Hergenrader is just one of around 800 people currently dealing with dark, murky water in their homes and pools. 

Rural Water District No. 1 District Manager Jordon Bang says it’s because of a recent spike in water use in the county. 

He says recent housing developments on the outskirts of town, coupled with the unseasonably hot temperatures, combined to create a sudden demand for water, and that caused sediments that had settled in the system to be pushed out. 

"They’ve been watering non-stop" Bang said. "Some of them have run it from five in the morning until 10 o’clock at night." 

For Hergenrader, who lives near 70th and Saltillo Road, having murky water has been a big frustration. 

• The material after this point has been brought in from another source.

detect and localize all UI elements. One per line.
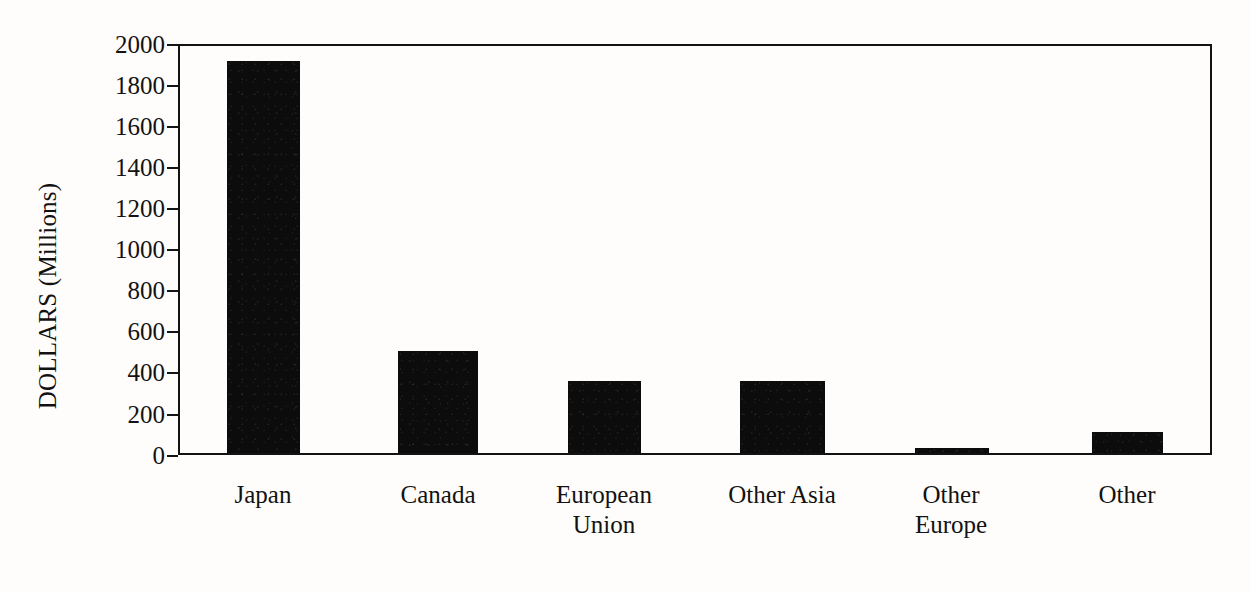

"It turns our pool brown," he said. "It turns my wife’s laundry – she washed white clothes one day and they came out brown." 

Hergenrader has lived in the house for over 20 years and says the water gets this way several times a year. 

Bang says that’s normal, and typically occurs with a season increase in demand like it did this time. 

Still, Hergenrader says he’s had to fork out several hundred dollars for filters and bottled water. 

While the water may look unpleasant, Bang says it is safe to drink and cook with, although he doesn’t recommend using it for laundry. 

He says his team has been flushing the system as much as possible, but there’s not much else they can do. 

He says the water should naturally flush out the remaining sediments in the next couple of days.